At the country-level, Wang found that workers with stronger ties to the United States fared worse if they returned to a xenophobic home country, as measured using the World Values Survey’s questions on attitudes toward foreigners. In order to overcome their home country’s cultural distrust of foreigners, returnees need to maintain exceptionally strong local ties, which are easily lost working an ocean away.

female manager checks in with her team at the computerLess surprisingly, cultures that are open and organizations that have systems in place to help returnees reintegrate do well. “Some companies understand this,” Wang says. “They send managers abroad but have programs to speed up their reintegration on their return home, even helping families do the same. And there’s research showing that training prior to going abroad can help prepare people for reverse culture shock.”

In his many interviews with returnees, Wang found that many did not go abroad with the expectation of returning home to cross-pollinate organizational knowledge. The most common scenario was entirely different: a new returnee would see an inconsistency with how they had worked in the United States and suggest an adaptation based on their US experience. For example, large US software firms have systemized ways of reviewing code that are consistent across firms, but in some nations, firms are reluctant to add a quality control layer that might slow the production cycle. When software engineers return to their home countries and find no systematic practices in place, their knowledge might come into play. “Knowledge transfer is not like a fire hose,” Wang emphasizes. “You don’t absorb everything, go home, and turn a spigot to spout everything you’ve learned. It’s fairly strategic and selective.”
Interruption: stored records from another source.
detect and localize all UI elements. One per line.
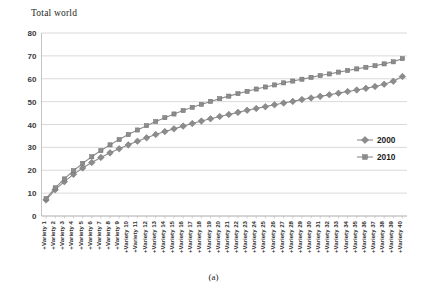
- data-point-marker: [226, 111, 233, 118]
- x-axis-tick-label: +Variety 3: [58, 220, 65, 249]
- data-point-marker: [355, 67, 359, 71]
- data-point-marker: [135, 128, 139, 132]
- data-point-marker: [282, 81, 286, 85]
- y-axis-tick-label: 80: [28, 29, 37, 38]
- x-axis-tick-label: +Variety 5: [77, 220, 84, 249]
- data-point-marker: [143, 134, 150, 141]
- x-axis-tick-label: +Variety 33: [332, 220, 339, 253]
- x-axis-tick-label: +Variety 31: [314, 220, 321, 253]
- y-axis-tick-label: 30: [28, 143, 37, 152]
- data-point-marker: [400, 57, 404, 61]
- data-point-marker: [198, 118, 205, 125]
- data-point-marker: [180, 123, 187, 130]
- x-axis-tick-label: +Variety 24: [250, 220, 257, 253]
- data-point-marker: [88, 159, 95, 166]
- x-axis-tick-label: +Variety 35: [351, 220, 358, 253]
- x-axis-tick-label: +Variety 40: [396, 220, 403, 253]
- data-point-marker: [373, 64, 377, 68]
- data-point-marker: [99, 148, 103, 152]
- data-point-marker: [208, 99, 212, 103]
- data-point-marker: [381, 81, 388, 88]
- data-point-marker: [290, 98, 297, 105]
- x-axis-tick-label: +Variety 11: [131, 220, 138, 252]
- x-axis-tick-label: +Variety 6: [86, 220, 93, 249]
- data-point-marker: [344, 88, 351, 95]
- y-axis-tick-label: 20: [28, 166, 37, 175]
- data-point-marker: [391, 60, 395, 64]
- data-point-marker: [207, 116, 214, 123]
- data-point-marker: [71, 169, 75, 173]
- y-axis-tick-label: 70: [28, 52, 37, 61]
- data-point-marker: [300, 77, 304, 81]
- x-axis-tick-label: +Variety 37: [369, 220, 376, 253]
- x-axis-tick-label: +Variety 29: [296, 220, 303, 253]
- data-point-marker: [44, 197, 48, 201]
- x-axis-tick-label: +Variety 20: [214, 220, 221, 253]
- x-axis-tick-label: +Variety 27: [278, 220, 285, 253]
- x-axis-tick-label: +Variety 17: [186, 220, 193, 253]
- data-point-marker: [62, 177, 66, 181]
- x-axis-tick-label: +Variety 19: [205, 220, 212, 253]
- x-axis-tick-label: +Variety 28: [287, 220, 294, 253]
- x-axis-tick-label: +Variety 15: [168, 220, 175, 253]
- data-point-marker: [235, 109, 242, 116]
- x-axis-tick-label: +Variety 1: [40, 220, 47, 249]
- data-point-marker: [189, 120, 196, 127]
- chart-svg: 01020304050607080+Variety 1+Variety 2+Va…: [0, 0, 427, 295]
- x-axis-tick-label: +Variety 18: [195, 220, 202, 253]
- data-point-marker: [335, 90, 342, 97]
- data-point-marker: [53, 186, 57, 190]
- data-point-marker: [364, 65, 368, 69]
- data-point-marker: [190, 105, 194, 109]
- data-point-marker: [90, 155, 94, 159]
- data-point-marker: [336, 70, 340, 74]
- x-axis-tick-label: +Variety 36: [360, 220, 367, 253]
- data-point-marker: [172, 112, 176, 116]
- data-point-marker: [363, 155, 368, 160]
- x-axis-tick-label: +Variety 10: [122, 220, 129, 253]
- data-point-marker: [107, 150, 114, 157]
- data-point-marker: [227, 94, 231, 98]
- x-axis-tick-label: +Variety 2: [49, 220, 56, 249]
- x-axis-tick-label: +Variety 9: [113, 220, 120, 249]
- data-point-marker: [126, 132, 130, 136]
- figure-caption: (a): [0, 272, 427, 282]
- series-2000: [43, 73, 406, 203]
- legend-item-2000[interactable]: 2000: [357, 135, 396, 145]
- y-axis-tick-label: 40: [28, 121, 37, 130]
- data-point-marker: [134, 138, 141, 145]
- y-axis-tick-label: 60: [28, 75, 37, 84]
- data-point-marker: [199, 102, 203, 106]
- x-axis-tick-label: +Variety 22: [232, 220, 239, 253]
- data-point-marker: [171, 126, 178, 133]
- data-point-marker: [263, 85, 267, 89]
- data-point-marker: [216, 113, 223, 120]
- x-axis-tick-label: +Variety 38: [378, 220, 385, 253]
- data-point-marker: [163, 116, 167, 120]
- data-point-marker: [162, 128, 169, 135]
- x-axis-tick-label: +Variety 7: [95, 220, 102, 249]
- x-axis-tick-label: +Variety 34: [342, 220, 349, 253]
- y-axis-tick-label: 10: [28, 189, 37, 198]
- data-point-marker: [318, 73, 322, 77]
- x-axis-tick-label: +Variety 4: [67, 220, 74, 249]
- figure-panel-a: Total world 01020304050607080+Variety 1+…: [0, 0, 427, 295]
- data-point-marker: [291, 79, 295, 83]
- data-point-marker: [346, 68, 350, 72]
- x-axis-tick-label: +Variety 8: [104, 220, 111, 249]
- x-axis-tick-label: +Variety 12: [141, 220, 148, 253]
- data-point-marker: [244, 107, 251, 114]
- data-point-marker: [218, 97, 222, 101]
- x-axis-tick-label: +Variety 32: [323, 220, 330, 253]
- x-axis-tick-label: +Variety 21: [223, 220, 230, 253]
- data-point-marker: [308, 95, 315, 102]
- data-point-marker: [326, 91, 333, 98]
- data-point-marker: [144, 124, 148, 128]
- data-point-marker: [327, 72, 331, 76]
- data-point-marker: [152, 131, 159, 138]
- data-point-marker: [181, 108, 185, 112]
- x-axis-tick-label: +Variety 14: [159, 220, 166, 253]
- data-point-marker: [280, 100, 287, 107]
- data-point-marker: [253, 105, 260, 112]
- legend-item-2010[interactable]: 2010: [357, 152, 396, 162]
Somewhat surprisingly, Wang found that those returnees who were most successful at transferring knowledge were also the most likely to report that they wanted to come back to the United States long-term. “They are great at transferring knowledge, but their network in the United States is very dense and rich — the same thing that provides them with a path to success in their home countries also pulls them back to the United States,” he says.

Wang found that many developing countries were among the least friendly and successful at welcoming returnees back. Brazil, China, and Russia, for example, while quickly developing infrastructure to support international business, have not yet developed a global perspective that would be more welcoming to returnee knowledge. In contrast, European nations tend to benefit from returnee knowledge transfer because Europe is culturally and institutionally more similar to the United States.
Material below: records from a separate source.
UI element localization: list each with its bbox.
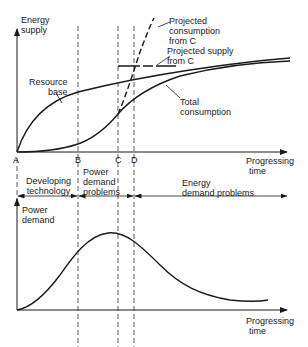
point-A: A bbox=[13, 155, 19, 165]
top-x-axis-label: Progressing time bbox=[246, 156, 294, 176]
power-demand-curve bbox=[17, 233, 268, 310]
phase-energy-demand-problems: Energy demand problems bbox=[182, 178, 254, 198]
point-C: C bbox=[115, 155, 122, 165]
projected-consumption-label: Projected consumption from C bbox=[169, 16, 220, 46]
resource-base-label: Resource base bbox=[28, 77, 68, 97]
point-D: D bbox=[131, 155, 138, 165]
point-B: B bbox=[75, 155, 81, 165]
phase-developing-technology: Developing technology bbox=[26, 176, 71, 196]
bottom-y-axis-label: Power demand bbox=[22, 205, 55, 225]
top-y-axis-label: Energy supply bbox=[21, 15, 50, 35]
total-consumption-curve bbox=[17, 61, 290, 152]
projected-supply-label: Projected supply from C bbox=[167, 46, 234, 66]
resource-base-curve bbox=[17, 58, 290, 152]
phase-power-demand-problems: Power demand problems bbox=[83, 167, 120, 197]
figure-caption bbox=[0, 340, 308, 347]
total-consumption-label: Total consumption bbox=[180, 97, 231, 117]
bottom-x-axis-label: Progressing time bbox=[246, 316, 294, 336]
group of colleagues strollingWhile, as noted above, knowledge transfer is less likely to happen when a firm employs more than one returnee, those with explicit international links, such as subsidiaries of multinational corporations, do better at capturing knowledge transfer. Programs that send employees abroad with the intention of having them come back work well because the firm creates an explicit expectation that the individual will share knowledge gained. “For the same reason, it’s important for firms to form partnerships across country borders,” Wang says. “Those types of firm-to-firm partnerships can also boost a skilled immigrant’s commitment to the organization across country borders.”

But most people who go abroad to work are free agents, left to reintegrate back into their home countries on their own. That underscores the need for organizations and countries to support an increasingly mobile workforce, Wang says. “The trick is to retain knowledge while making sure people remain mobile. That probably means building organizational links.” And, it is especially important for managers to understand the barriers for returnees, Wang says. “Without institutional support or support from an authority figure, it’s difficult to introduce and implement new ideas.”

Read the original piece on Columbia Business School’s Ideas and Insights blog.